Three National League West franchises have hired former major-league catchers to front office positions since mid-November, a clustering that suggests coordinated talent competition inside baseball's most operationally sophisticated division.
The most recent hire is Curt Casali, who retired in October after 11 seasons and joins an NL West front office in an unspecified baseball operations role. The Padres hired former catcher Austin Hedges to a player-development position in late November. The Diamondbacks brought aboard Carson Kelly, also a catcher, in early December. All three played in the division during their careers. All three transitions happened within 60 days.
The pattern matters because catching experience now commands a premium in front offices rebuilding their player-development infrastructure. Catchers see pitch sequencing, manage bullpen workload in real time, and spend more hours than any position player studying opponent tendencies. That operational knowledge translates directly to coaching coordination, advance scouting, and the biomechanics work that now drives pitching development. The NL West arms race isn't just about payroll—it's about who can scale catcher-grade intelligence across 40-man rosters.
The timing also reflects a structural shift. MLB's new collective bargaining agreement limits minor-league coaching budgets, so teams are hiring recently retired players at lower salary bands than traditional scouts while gaining real-time clubhouse credibility. A 29-year-old former catcher in a player-development role can text active relievers about grip adjustments without triggering the distrust that follows a 60-year-old advance scout. That's worth the efficiency loss of hiring someone still learning Excel.
Watch which NL West club next hires a former middle infielder to its analytics department, likely by spring training. The Dodgers already employ four ex-players in their research and development group. The Padres' $2.1 million investment in a new pitching lab suggests they're building the infrastructure to support these hires. The Giants' new president of baseball operations, Buster Posey, is himself a former catcher, which will either accelerate or slow this trend depending on whether he wants to replicate his own career arc or avoid the appearance of favoritism.
Casali's hire closes a 60-day window in which three teams made nearly identical moves, which means either collusion—unlikely—or a shared read of the same market inefficiency, which is how the NL West operates. The division that invented bullpenning and pioneered weighted-ball training is now hiring the people who called those pitches in real time.
The next coordinator hires will clarify whether this is division-wide doctrine or three teams chasing the same free agent.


• TASK GOAL
In the data, extract each line that holds the string "function".

__________________________________________________

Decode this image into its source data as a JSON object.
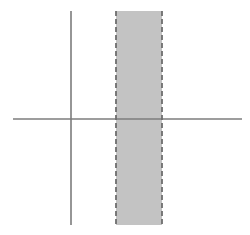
{
  "figure": {
    "canvas": {
      "width": 250,
      "height": 235,
      "background": "#ffffff"
    }
  },
  "chart_data": {
    "type": "scatter",
    "title": "",
    "subtitle": "",
    "xlabel": "",
    "ylabel": "",
    "grid": false,
    "legend": null,
    "axes": {
      "origin_px": {
        "x": 71,
        "y": 119
      },
      "x_axis": {
        "name": "horizontal-axis",
        "y_px": 119,
        "x_start_px": 13,
        "x_end_px": 242,
        "color": "#7c7c7c",
        "width_px": 1.6,
        "ticks": [],
        "tick_labels": [],
        "arrowheads": false
      },
      "y_axis": {
        "name": "vertical-axis",
        "x_px": 71,
        "y_start_px": 11,
        "y_end_px": 225,
        "color": "#7c7c7c",
        "width_px": 1.6,
        "ticks": [],
        "tick_labels": [],
        "arrowheads": false
      }
    },
    "shaded_regions": [
      {
        "name": "vertical-strip",
        "orientation": "vertical",
        "x_start_px": 116,
        "x_end_px": 162,
        "y_start_px": 11,
        "y_end_px": 225,
        "width_px": 46,
        "height_px": 214,
        "fill": "#c3c3c3",
        "fill_opacity": 1,
        "border_style": "dashed",
        "border_color": "#6e6e6e",
        "border_width_px": 1.8,
        "border_dash": [
          5,
          3
        ],
        "bordered_sides": [
          "left",
          "right"
        ],
        "label": ""
      }
    ],
    "annotations": [],
    "data_points": [],
    "series": []
  },
  "colors": {
    "background": "#ffffff",
    "axis": "#7c7c7c",
    "band_fill": "#c3c3c3",
    "band_border": "#6e6e6e"
  }
}
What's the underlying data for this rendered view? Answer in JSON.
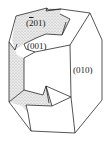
{
  "figure": {
    "type": "crystal morphology drawing",
    "faces": [
      {
        "id": "face-201",
        "label_prefix": "(",
        "label_bar_digit": "2",
        "label_rest": "01)",
        "miller": "(-201)",
        "shaded": true
      },
      {
        "id": "face-001",
        "label": "(001)",
        "miller": "(001)",
        "shaded": false
      },
      {
        "id": "face-010",
        "label": "(010)",
        "miller": "(010)",
        "shaded": false
      }
    ],
    "colors": {
      "line": "#2a2a2a",
      "shade": "#c8c8c8",
      "background": "#ffffff"
    }
  }
}
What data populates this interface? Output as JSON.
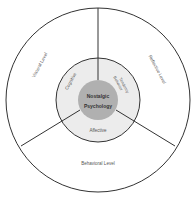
{
  "diagram": {
    "center": {
      "line1": "Nostalgic",
      "line2": "Psychology"
    },
    "inner_ring": {
      "cognitive": "Cognitive",
      "behavior_line1": "Behavior",
      "behavior_line2": "Tendency",
      "affective": "Affective"
    },
    "outer_ring": {
      "visceral": "Visceral Level",
      "reflective": "Reflective Level",
      "behavioral": "Behavioral Level"
    },
    "colors": {
      "outer_fill": "#ffffff",
      "inner_ring_fill": "#ececec",
      "center_fill": "#b0b0b0",
      "stroke": "#333333"
    }
  }
}
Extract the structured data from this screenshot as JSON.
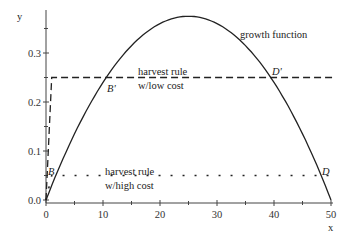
{
  "chart_data": {
    "type": "line",
    "title": "",
    "xlabel": "x",
    "ylabel": "y",
    "xlim": [
      0,
      50
    ],
    "ylim": [
      0,
      0.38
    ],
    "xticks": [
      0,
      10,
      20,
      30,
      40,
      50
    ],
    "yticks": [
      0.0,
      0.1,
      0.2,
      0.3
    ],
    "xtick_labels": [
      "0",
      "10",
      "20",
      "30",
      "40",
      "50"
    ],
    "ytick_labels": [
      "0.0",
      "0.1",
      "0.2",
      "0.3"
    ],
    "grid": false,
    "series": [
      {
        "name": "growth function",
        "style": "solid",
        "formula": "0.03*x*(1-x/50)",
        "peak": {
          "x": 25,
          "y": 0.375
        }
      },
      {
        "name": "harvest rule w/low cost",
        "style": "dashed",
        "level": 0.25,
        "ramp_x": 1
      },
      {
        "name": "harvest rule w/high cost",
        "style": "dotted",
        "level": 0.05,
        "ramp_x": 1
      }
    ],
    "annotations": [
      {
        "text": "growth function",
        "x": 34,
        "y": 0.33
      },
      {
        "text": "harvest rule",
        "x": 21,
        "y": 0.255
      },
      {
        "text": "w/low cost",
        "x": 21,
        "y": 0.235
      },
      {
        "text": "harvest rule",
        "x": 21,
        "y": 0.055
      },
      {
        "text": "w/high cost",
        "x": 21,
        "y": 0.035
      },
      {
        "text": "B'",
        "x": 11,
        "y": 0.24
      },
      {
        "text": "D'",
        "x": 39,
        "y": 0.255
      },
      {
        "text": "B",
        "x": 1.8,
        "y": 0.055
      },
      {
        "text": "D",
        "x": 48.3,
        "y": 0.055
      }
    ]
  },
  "labels": {
    "x_axis": "x",
    "y_axis": "y",
    "growth": "growth function",
    "low_1": "harvest rule",
    "low_2": "w/low cost",
    "high_1": "harvest rule",
    "high_2": "w/high cost",
    "B_prime": "B'",
    "D_prime": "D'",
    "B": "B",
    "D": "D"
  }
}
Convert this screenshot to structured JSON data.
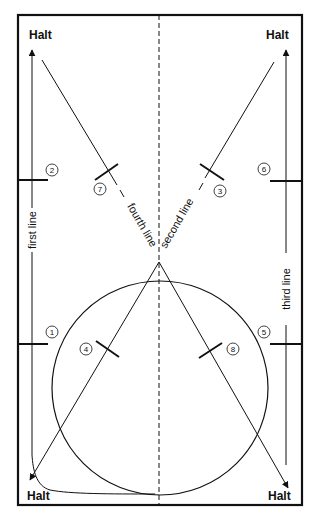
{
  "diagram": {
    "type": "dressage-arena-exercise",
    "colors": {
      "ink": "#111111",
      "background": "#ffffff"
    },
    "halts": {
      "top_left": "Halt",
      "top_right": "Halt",
      "bottom_left": "Halt",
      "bottom_right": "Halt"
    },
    "lines": {
      "first": "first line",
      "second": "second line",
      "third": "third line",
      "fourth": "fourth line"
    },
    "markers": [
      {
        "id": "1",
        "label": "1"
      },
      {
        "id": "2",
        "label": "2"
      },
      {
        "id": "3",
        "label": "3"
      },
      {
        "id": "4",
        "label": "4"
      },
      {
        "id": "5",
        "label": "5"
      },
      {
        "id": "6",
        "label": "6"
      },
      {
        "id": "7",
        "label": "7"
      },
      {
        "id": "8",
        "label": "8"
      }
    ]
  }
}
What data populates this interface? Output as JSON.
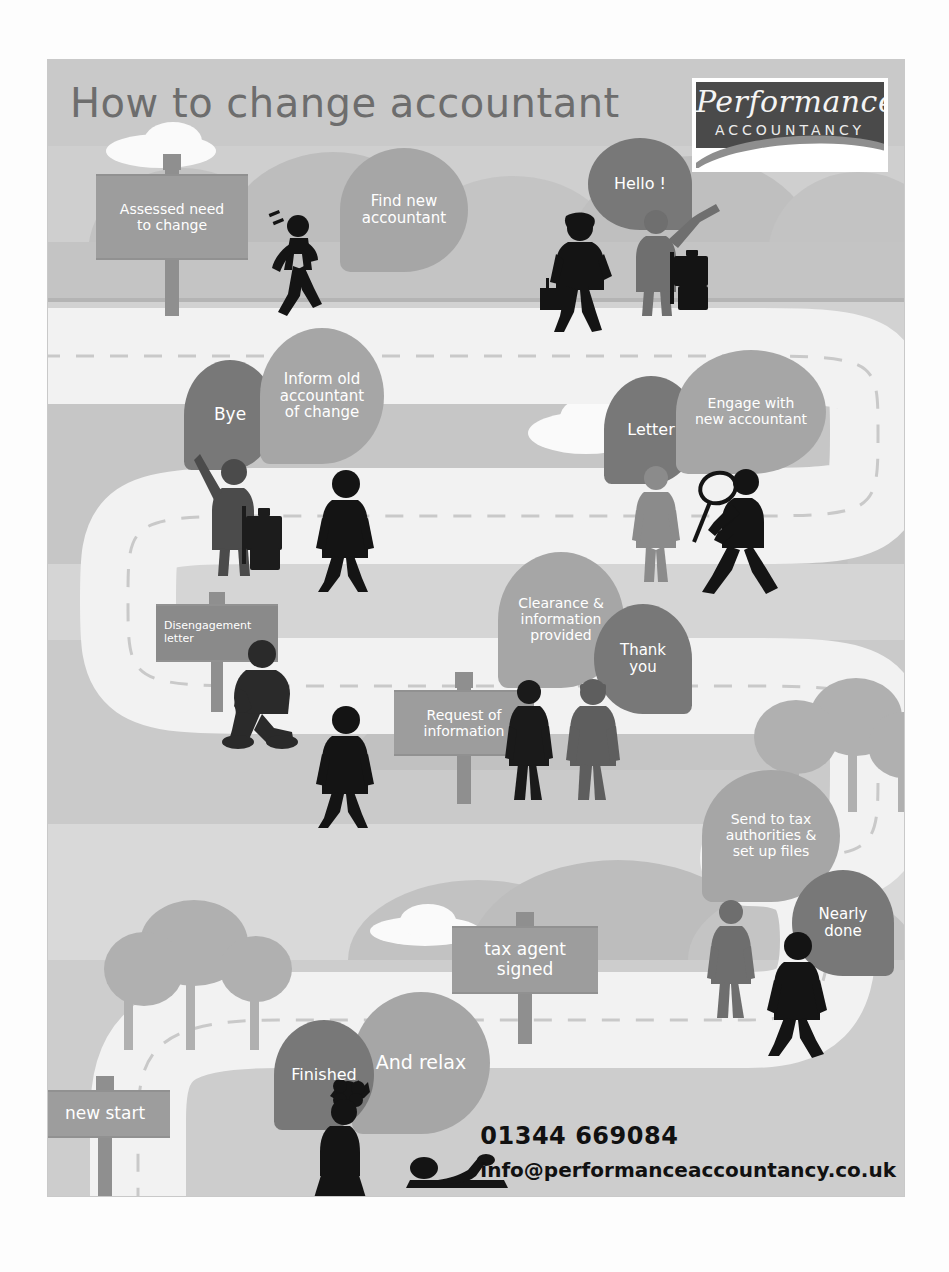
{
  "poster": {
    "title": "How to change accountant",
    "logo": {
      "script": "Performance",
      "subtitle": "ACCOUNTANCY"
    },
    "contact": {
      "phone": "01344 669084",
      "email": "info@performanceaccountancy.co.uk"
    },
    "colors": {
      "paper": "#d8d8d8",
      "bubble_dark": "#787878",
      "bubble_light": "#a6a6a6",
      "sign": "#9d9d9d",
      "road": "#f2f2f2",
      "silhouette_dark": "#141414",
      "silhouette_mid": "#6f6f6f",
      "title_text": "#6d6d6d",
      "contact_text": "#111111"
    }
  },
  "steps": [
    {
      "id": "assessed-need",
      "kind": "sign",
      "label": "Assessed need\nto change"
    },
    {
      "id": "find-new",
      "kind": "bubble-light",
      "label": "Find new\naccountant"
    },
    {
      "id": "hello",
      "kind": "bubble-dark",
      "label": "Hello !"
    },
    {
      "id": "bye",
      "kind": "bubble-dark",
      "label": "Bye"
    },
    {
      "id": "inform-old",
      "kind": "bubble-light",
      "label": "Inform old\naccountant\nof change"
    },
    {
      "id": "letter",
      "kind": "bubble-dark",
      "label": "Letter"
    },
    {
      "id": "engage-new",
      "kind": "bubble-light",
      "label": "Engage with\nnew accountant"
    },
    {
      "id": "disengagement",
      "kind": "sign",
      "label": "Disengagement\nletter"
    },
    {
      "id": "clearance",
      "kind": "bubble-light",
      "label": "Clearance &\ninformation\nprovided"
    },
    {
      "id": "thank-you",
      "kind": "bubble-dark",
      "label": "Thank\nyou"
    },
    {
      "id": "request-info",
      "kind": "sign",
      "label": "Request of\ninformation"
    },
    {
      "id": "send-tax",
      "kind": "bubble-light",
      "label": "Send to tax\nauthorities &\nset up files"
    },
    {
      "id": "nearly-done",
      "kind": "bubble-dark",
      "label": "Nearly\ndone"
    },
    {
      "id": "tax-agent-signed",
      "kind": "sign",
      "label": "tax agent\nsigned"
    },
    {
      "id": "and-relax",
      "kind": "bubble-light",
      "label": "And relax"
    },
    {
      "id": "finished",
      "kind": "bubble-dark",
      "label": "Finished"
    },
    {
      "id": "new-start",
      "kind": "sign",
      "label": "new start"
    }
  ],
  "labels": {
    "assessed_need": "Assessed need\nto change",
    "find_new": "Find new\naccountant",
    "hello": "Hello !",
    "bye": "Bye",
    "inform_old": "Inform old\naccountant\nof change",
    "letter": "Letter",
    "engage_new": "Engage with\nnew accountant",
    "disengagement": "Disengagement\nletter",
    "clearance": "Clearance &\ninformation\nprovided",
    "thank_you": "Thank\nyou",
    "request_info": "Request of\ninformation",
    "send_tax": "Send to tax\nauthorities &\nset up files",
    "nearly_done": "Nearly\ndone",
    "tax_agent": "tax agent\nsigned",
    "and_relax": "And relax",
    "finished": "Finished",
    "new_start": "new start"
  }
}
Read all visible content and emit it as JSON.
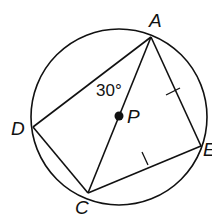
{
  "diagram": {
    "type": "inscribed-quadrilateral-in-circle",
    "stroke_color": "#111111",
    "background": "#ffffff",
    "circle": {
      "center_label": "P",
      "cx": 119,
      "cy": 117,
      "r": 88
    },
    "points": {
      "A": {
        "label": "A",
        "x": 151,
        "y": 37
      },
      "D": {
        "label": "D",
        "x": 33,
        "y": 127
      },
      "C": {
        "label": "C",
        "x": 88,
        "y": 193
      },
      "E": {
        "label": "E",
        "x": 201,
        "y": 146
      },
      "P": {
        "label": "P",
        "x": 119,
        "y": 116
      }
    },
    "segments": [
      "AD",
      "DC",
      "CE",
      "EA",
      "AC"
    ],
    "congruence_marks": [
      "AE",
      "CE"
    ],
    "angle_annotation": {
      "text": "30°",
      "at_vertex": "A",
      "between": [
        "DA",
        "AC"
      ]
    }
  }
}
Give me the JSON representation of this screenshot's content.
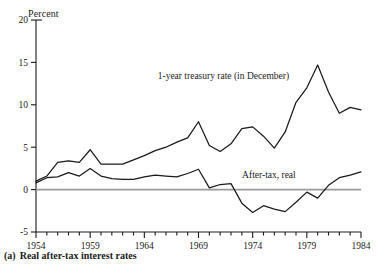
{
  "figure": {
    "caption_number": "(a)",
    "caption_text": "Real after-tax interest rates",
    "y_axis_title": "Percent"
  },
  "chart_data": {
    "type": "line",
    "title": "",
    "xlabel": "",
    "ylabel": "Percent",
    "xlim": [
      1954,
      1984
    ],
    "ylim": [
      -5,
      20
    ],
    "yticks": [
      -5,
      0,
      5,
      10,
      15,
      20
    ],
    "ytick_labels": [
      "-5",
      "0",
      "5",
      "10",
      "15",
      "20"
    ],
    "xticks": [
      1954,
      1959,
      1964,
      1969,
      1974,
      1979,
      1984
    ],
    "xtick_labels": [
      "1954",
      "1959",
      "1964",
      "1969",
      "1974",
      "1979",
      "1984"
    ],
    "minor_xticks_every": 1,
    "grid": false,
    "zero_line": true,
    "zero_line_color": "#9a9a9a",
    "line_color": "#1a1a1a",
    "legend_position": "inline-annotations",
    "x": [
      1954,
      1955,
      1956,
      1957,
      1958,
      1959,
      1960,
      1961,
      1962,
      1963,
      1964,
      1965,
      1966,
      1967,
      1968,
      1969,
      1970,
      1971,
      1972,
      1973,
      1974,
      1975,
      1976,
      1977,
      1978,
      1979,
      1980,
      1981,
      1982,
      1983,
      1984
    ],
    "series": [
      {
        "name": "1-year treasury rate (in December)",
        "label": "1-year treasury rate (in December)",
        "values": [
          1.0,
          1.6,
          3.2,
          3.4,
          3.2,
          4.7,
          3.0,
          3.0,
          3.0,
          3.5,
          4.0,
          4.6,
          5.0,
          5.6,
          6.1,
          8.0,
          5.2,
          4.5,
          5.4,
          7.2,
          7.4,
          6.3,
          4.9,
          6.8,
          10.3,
          12.0,
          14.7,
          11.5,
          9.0,
          9.7,
          9.4
        ]
      },
      {
        "name": "After-tax, real",
        "label": "After-tax, real",
        "values": [
          0.8,
          1.4,
          1.5,
          2.0,
          1.6,
          2.5,
          1.6,
          1.3,
          1.2,
          1.2,
          1.5,
          1.7,
          1.6,
          1.5,
          1.9,
          2.4,
          0.2,
          0.6,
          0.7,
          -1.6,
          -2.7,
          -1.9,
          -2.3,
          -2.6,
          -1.5,
          -0.3,
          -1.0,
          0.5,
          1.4,
          1.7,
          2.1
        ]
      }
    ],
    "annotations": [
      {
        "text": "1-year treasury rate (in December)",
        "x": 1971.3,
        "y": 13.0
      },
      {
        "text": "After-tax, real",
        "x": 1975.5,
        "y": 1.4
      }
    ]
  }
}
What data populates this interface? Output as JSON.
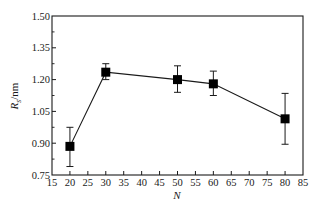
{
  "chart_data": {
    "type": "line",
    "title": "",
    "xlabel": "N",
    "ylabel": "R_s/nm",
    "ylabel_main": "R",
    "ylabel_sub": "s",
    "ylabel_unit": "/nm",
    "xlim": [
      15,
      85
    ],
    "ylim": [
      0.75,
      1.5
    ],
    "xticks": [
      15,
      20,
      25,
      30,
      35,
      40,
      45,
      50,
      55,
      60,
      65,
      70,
      75,
      80,
      85
    ],
    "xtick_labels": [
      "15",
      "20",
      "25",
      "30",
      "35",
      "40",
      "45",
      "50",
      "55",
      "60",
      "65",
      "70",
      "75",
      "80",
      "85"
    ],
    "yticks": [
      0.75,
      0.9,
      1.05,
      1.2,
      1.35,
      1.5
    ],
    "ytick_labels": [
      "0.75",
      "0.90",
      "1.05",
      "1.20",
      "1.35",
      "1.50"
    ],
    "y_minor_ticks": [
      0.825,
      0.975,
      1.125,
      1.275,
      1.425
    ],
    "grid": false,
    "legend": null,
    "marker": "filled-square",
    "series": [
      {
        "name": "R_s",
        "x": [
          20,
          30,
          50,
          60,
          80
        ],
        "y": [
          0.885,
          1.235,
          1.2,
          1.18,
          1.015
        ],
        "error_upper": [
          0.975,
          1.275,
          1.265,
          1.24,
          1.135
        ],
        "error_lower": [
          0.79,
          1.2,
          1.14,
          1.125,
          0.895
        ]
      }
    ]
  },
  "colors": {
    "axis": "#1a1a1a",
    "line": "#1a1a1a",
    "marker": "#000000",
    "background": "#ffffff"
  }
}
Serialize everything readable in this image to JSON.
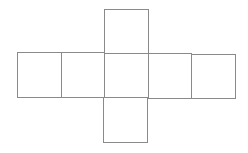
{
  "diagram": {
    "type": "net",
    "stroke_color": "#8a8a8a",
    "background": "#ffffff",
    "squares": [
      {
        "id": "top",
        "x": 104,
        "y": 9,
        "w": 44,
        "h": 44
      },
      {
        "id": "row-1",
        "x": 17,
        "y": 52,
        "w": 44,
        "h": 45
      },
      {
        "id": "row-2",
        "x": 61,
        "y": 52,
        "w": 43,
        "h": 45
      },
      {
        "id": "center",
        "x": 104,
        "y": 53,
        "w": 44,
        "h": 44
      },
      {
        "id": "row-4",
        "x": 148,
        "y": 53,
        "w": 43,
        "h": 45
      },
      {
        "id": "row-5",
        "x": 191,
        "y": 54,
        "w": 44,
        "h": 44
      },
      {
        "id": "bottom",
        "x": 103,
        "y": 97,
        "w": 44,
        "h": 45
      }
    ]
  }
}
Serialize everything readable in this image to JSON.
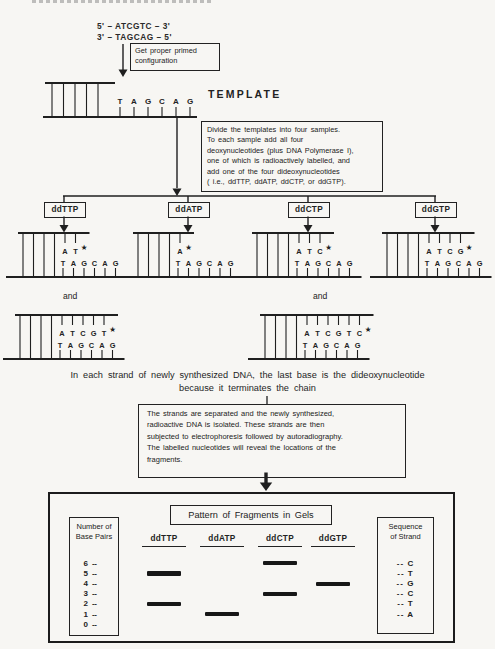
{
  "top": {
    "strand_a": "5' – ATCGTC – 3'",
    "strand_b": "3' – TAGCAG – 5'",
    "primed_box_text": "Get proper primed\nconfiguration",
    "template_label": "TEMPLATE"
  },
  "divide_box_text": "Divide the templates into four samples.\nTo each sample add all four\ndeoxynucleotides (plus DNA Polymerase I),\none of which is radioactively labelled, and\nadd one of the four dideoxynucleotides\n( i.e., ddTTP, ddATP, ddCTP, or ddGTP).",
  "template_strand": "TAGCAG",
  "star_glyph": "★",
  "branches": [
    {
      "label": "ddTTP",
      "new_bases": "AT"
    },
    {
      "label": "ddATP",
      "new_bases": "A"
    },
    {
      "label": "ddCTP",
      "new_bases": "ATC"
    },
    {
      "label": "ddGTP",
      "new_bases": "ATCG"
    }
  ],
  "and_label": "and",
  "and_strands": [
    {
      "new_bases": "ATCGT"
    },
    {
      "new_bases": "ATCGTC"
    }
  ],
  "caption": {
    "line1": "In each strand of newly synthesized DNA, the last base is the dideoxynucleotide",
    "line2": "because it terminates the chain"
  },
  "separation_box_text": "The strands are separated and the newly synthesized,\nradioactive DNA is isolated.  These strands are then\nsubjected to electrophoresis followed by autoradiography.\nThe labelled nucleotides will reveal the locations of the\nfragments.",
  "gel": {
    "title": "Pattern of Fragments in Gels",
    "left_box_title": "Number of\nBase Pairs",
    "base_pair_labels": [
      "6",
      "5",
      "4",
      "3",
      "2",
      "1",
      "0"
    ],
    "tick": "--",
    "lanes": [
      {
        "label": "ddTTP",
        "bands": [
          5,
          2
        ]
      },
      {
        "label": "ddATP",
        "bands": [
          1
        ]
      },
      {
        "label": "ddCTP",
        "bands": [
          6,
          3
        ]
      },
      {
        "label": "ddGTP",
        "bands": [
          4
        ]
      }
    ],
    "right_box_title": "Sequence\nof Strand",
    "sequence_rows": [
      "-- C",
      "-- T",
      "-- G",
      "-- C",
      "-- T",
      "-- A"
    ]
  }
}
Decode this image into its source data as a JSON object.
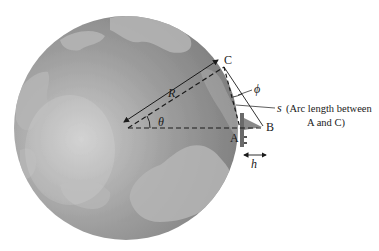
{
  "figure": {
    "colors": {
      "ocean": "#8e8e8e",
      "ocean_highlight": "#c4c4c4",
      "land": "#b3b3b3",
      "lines": "#1a1a1a",
      "background": "#ffffff"
    },
    "labels": {
      "point_c": "C",
      "point_a": "A",
      "point_b": "B",
      "radius": "R",
      "theta": "θ",
      "phi": "ϕ",
      "arc": "s",
      "arc_note_line1": "(Arc length between",
      "arc_note_line2": "A and C)",
      "height": "h"
    },
    "geometry": {
      "globe_center": [
        126,
        128
      ],
      "globe_radius": 112,
      "point_C": [
        222,
        60
      ],
      "point_A": [
        240,
        128
      ],
      "point_B": [
        264,
        127
      ]
    }
  }
}
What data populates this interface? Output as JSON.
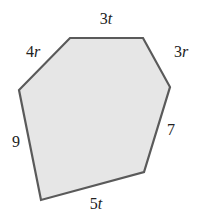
{
  "figure": {
    "shape": "hexagon",
    "fill_color": "#e6e6e6",
    "stroke_color": "#5a5a5a",
    "vertices": [
      [
        70,
        38
      ],
      [
        143,
        38
      ],
      [
        170,
        87
      ],
      [
        144,
        172
      ],
      [
        41,
        200
      ],
      [
        19,
        90
      ]
    ],
    "sides": [
      {
        "id": "top",
        "coef": "3",
        "var": "t",
        "x": 106,
        "y": 19
      },
      {
        "id": "upper-right",
        "coef": "3",
        "var": "r",
        "x": 181,
        "y": 52
      },
      {
        "id": "right",
        "coef": "7",
        "var": "",
        "x": 171,
        "y": 130
      },
      {
        "id": "bottom",
        "coef": "5",
        "var": "t",
        "x": 96,
        "y": 204
      },
      {
        "id": "left",
        "coef": "9",
        "var": "",
        "x": 16,
        "y": 142
      },
      {
        "id": "upper-left",
        "coef": "4",
        "var": "r",
        "x": 33,
        "y": 52
      }
    ]
  }
}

__________________________________________________

• SOLUTION BELOW
        "name": "growth function",
        "text": "growth function",
    "growth": "growth function",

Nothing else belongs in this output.